What made the project exciting was not just the idea of getting it running again, but the possibility of making it better than it had been before. This was an opportunity to take an aging electric mower built around an outdated lead-acid system and rebuild it around something more capable, more efficient, and more practical for the long run.
How to Replace the Old Lead-Acid Lawn Mower Battery
The biggest weakness in the original mower was the old lead-acid battery system. That was the part of the machine that felt most dated and most limiting, so it made sense to start there. For the upgrade, we replaced it with a LiTime 51.2V Golf Cart Battery. That one decision changed the direction of the whole build.
Instead of relying on a bulky, inefficient battery setup that had already reached the end of its useful life, the mower now had a LiFePO₄ foundation that felt much more appropriate for what the machine was supposed to do. This Ryobi had originally been designed to carry a heavy lead-acid system, so the frame was already strong enough to support the conversion. Once the LiTime battery was in place, the mower no longer felt like an old electric machine hanging on. It felt like a platform that finally had the right energy system underneath it.

A Simpler, Better Way to Power the Mower
One of the things we appreciated most right away was how much cleaner the system became. We were not just adding a battery — we were giving the mower a much more usable power setup. The LiTime monitor and LiTime charger made the whole system easier to understand and easier to live with day to day. Battery information was visible, charging was straightforward, and the mower simply felt more modern.

That mattered to us because a project like this is never just about making something work one time. It is about whether the machine feels manageable after the upgrade.
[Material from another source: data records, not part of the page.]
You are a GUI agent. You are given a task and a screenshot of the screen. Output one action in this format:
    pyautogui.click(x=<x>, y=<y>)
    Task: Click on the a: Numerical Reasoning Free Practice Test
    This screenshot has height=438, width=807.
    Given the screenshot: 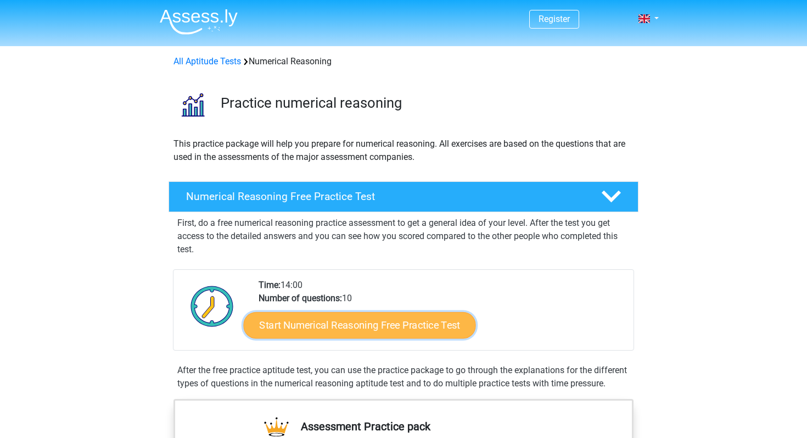 What is the action you would take?
    pyautogui.click(x=404, y=197)
     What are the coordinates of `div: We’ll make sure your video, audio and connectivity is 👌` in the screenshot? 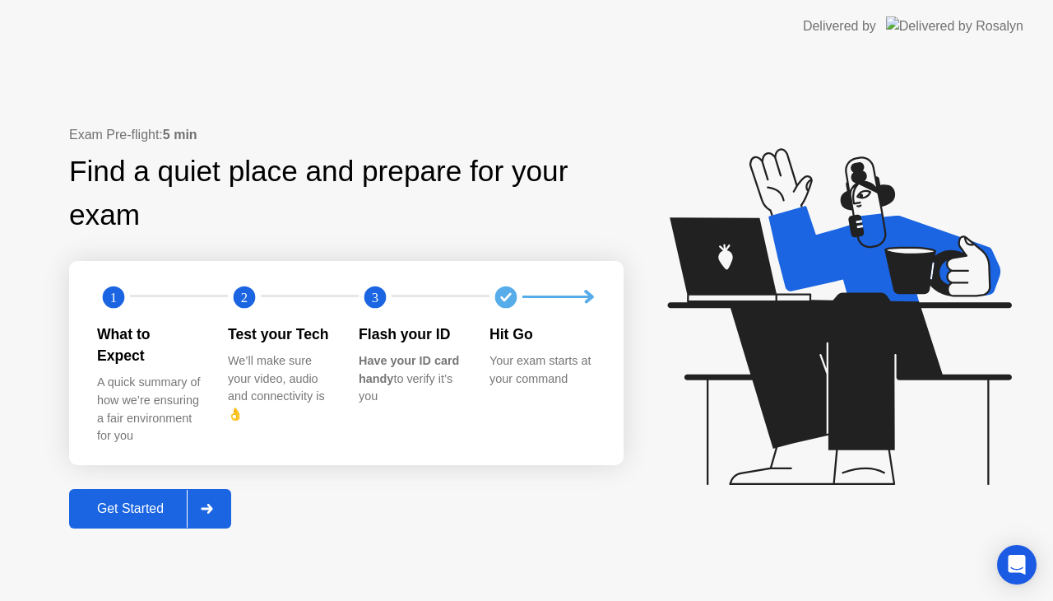 It's located at (280, 387).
With the LiTime setup, it did. It was clearer, simpler, and more practical in a way the old lead-acid system never was.

Quiet, Practical, and Ready to Work
What we really liked once everything came together was how practical the mower felt. It is quiet, especially compared to gas, and that completely changes the experience of using it. Without the harsh engine noise, the machine feels calmer, cleaner, and easier to enjoy.
Charging became a major part of that improved experience too. With the LiTime charger delivering about 30 amps, or roughly 1500 watts, a dead battery could be brought back in about 3.5 hours. That made the mower feel genuinely usable again — not just something we had managed to revive, but something that could actually fit back into regular work.
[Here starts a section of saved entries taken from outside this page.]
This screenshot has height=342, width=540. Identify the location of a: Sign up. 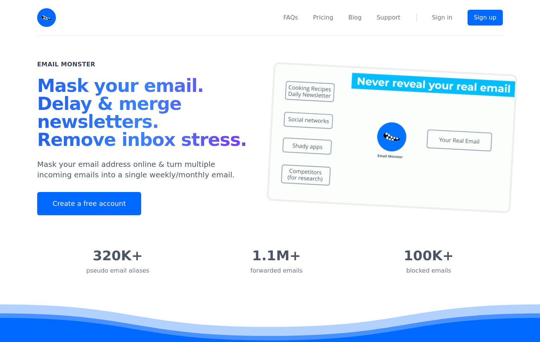
(485, 18).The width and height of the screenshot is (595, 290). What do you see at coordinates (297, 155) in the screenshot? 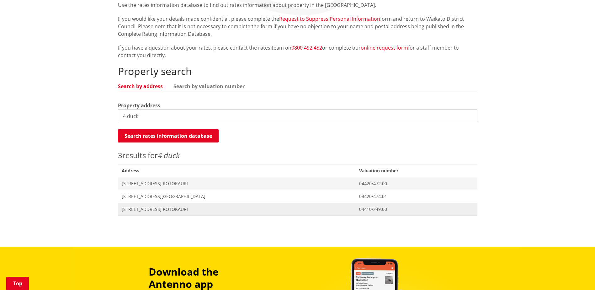
I see `p: results for` at bounding box center [297, 155].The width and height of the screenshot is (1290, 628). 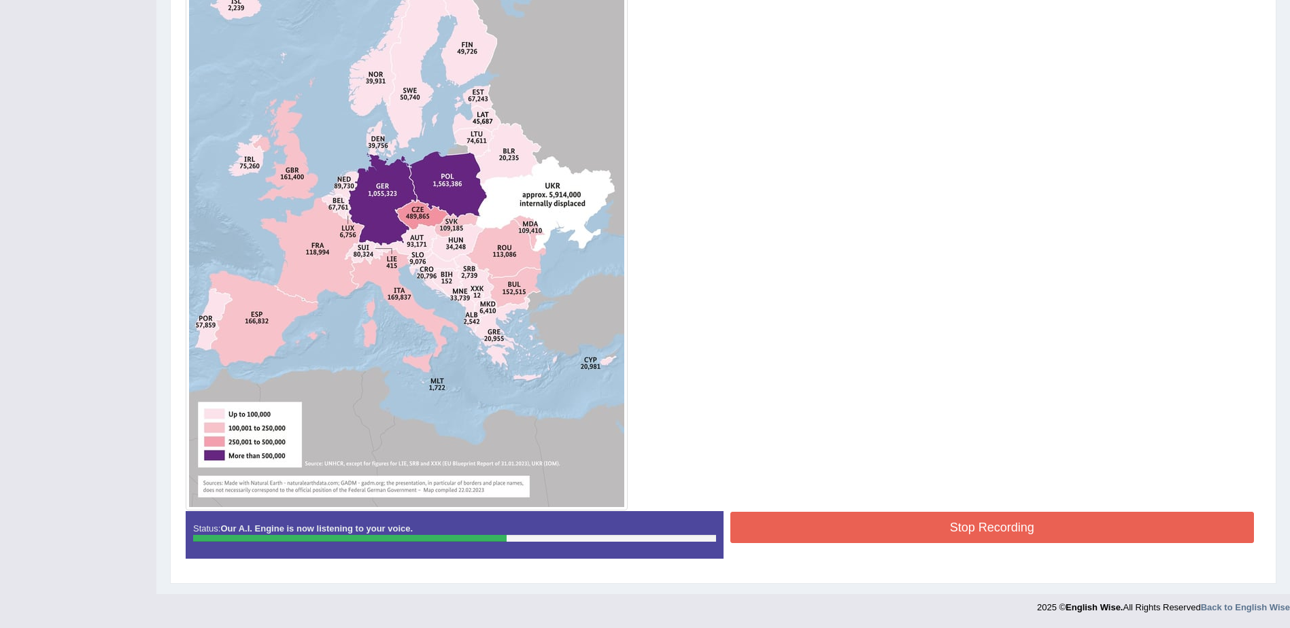 What do you see at coordinates (454, 535) in the screenshot?
I see `div: Status:` at bounding box center [454, 535].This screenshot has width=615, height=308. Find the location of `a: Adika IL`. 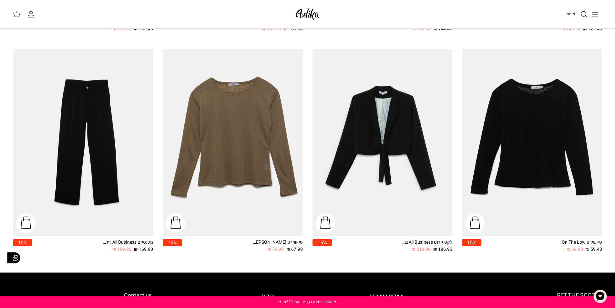

a: Adika IL is located at coordinates (308, 14). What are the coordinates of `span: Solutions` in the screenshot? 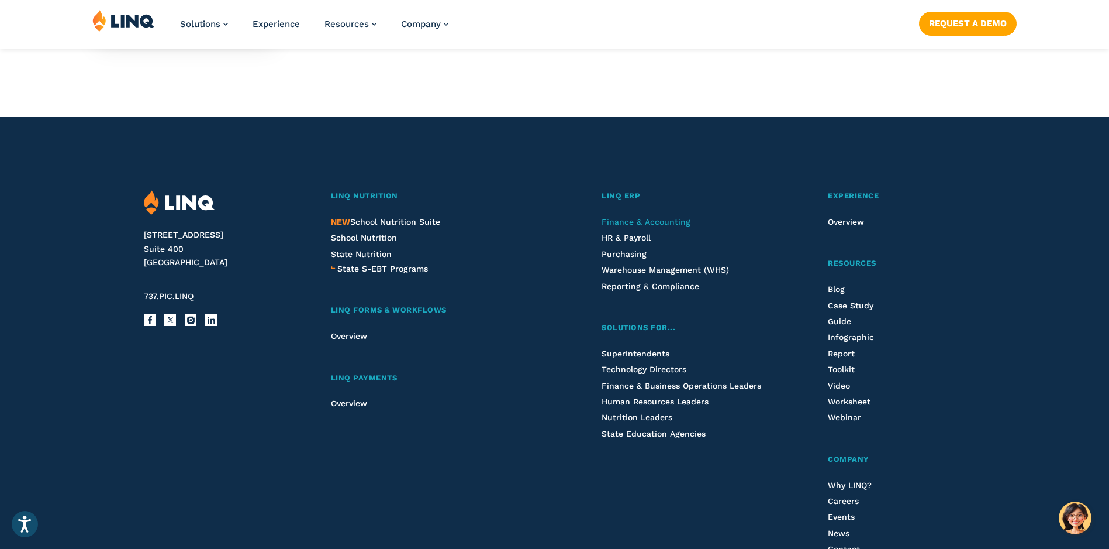 It's located at (200, 24).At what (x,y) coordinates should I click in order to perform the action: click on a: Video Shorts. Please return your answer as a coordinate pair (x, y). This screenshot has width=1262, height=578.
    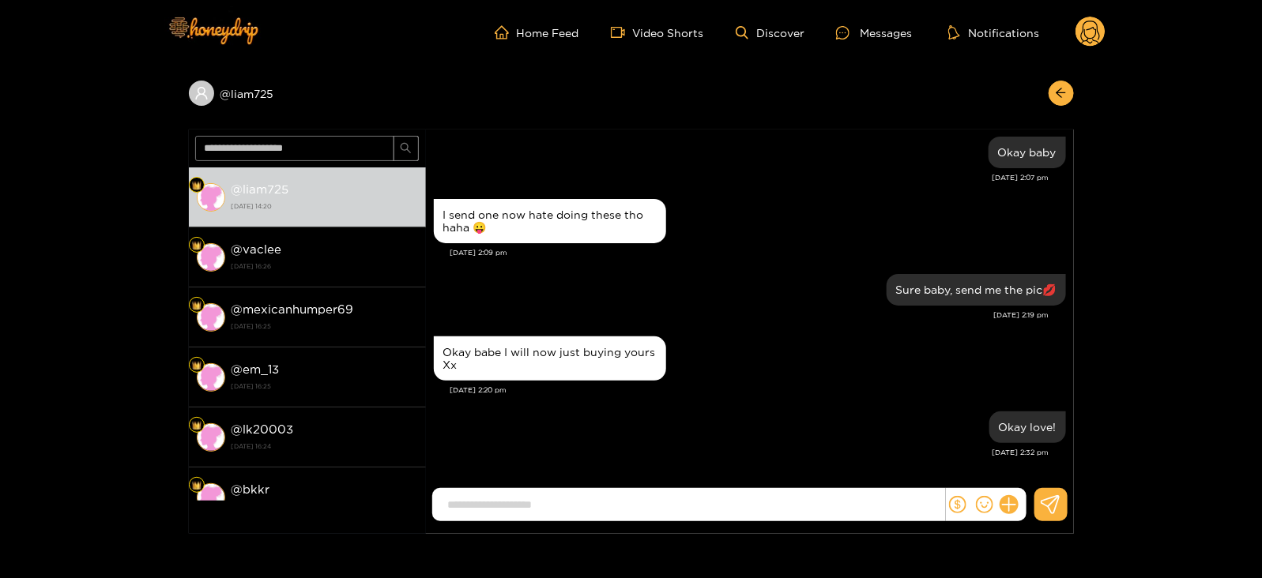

The Performance That Made It Worth It
The moment the whole project really proved itself was during mowing. We ran the mower for a little over an hour straight with the blades engaged the entire time, and it used only 21% of the battery, dropping from 100% to 79%. That single result said more than any spec sheet could.
It meant the mower was no longer just technically alive — it was capable. Based on that performance, the estimate was that it could probably mow around five acres with the blades on. For an older electric riding mower, that kind of result changes the whole conversation. It stops being a “repair project” and starts becoming a machine you can actually count on to do real work.
A Machine Worth Keeping Again
For our family, that is what made this project so satisfying. We did not just bring back a mower that had stopped working. We turned an abandoned machine into something useful again. That is a very different feeling.
LiTime was a big part of why that happened. Not because it dominated the whole story, but because it gave this Ryobi the one thing it had been missing most: a power system that made sense for its future, not its past. With that change, the mower no longer felt like an outdated electric machine built around compromise. It felt like a tool with a real second life ahead of it.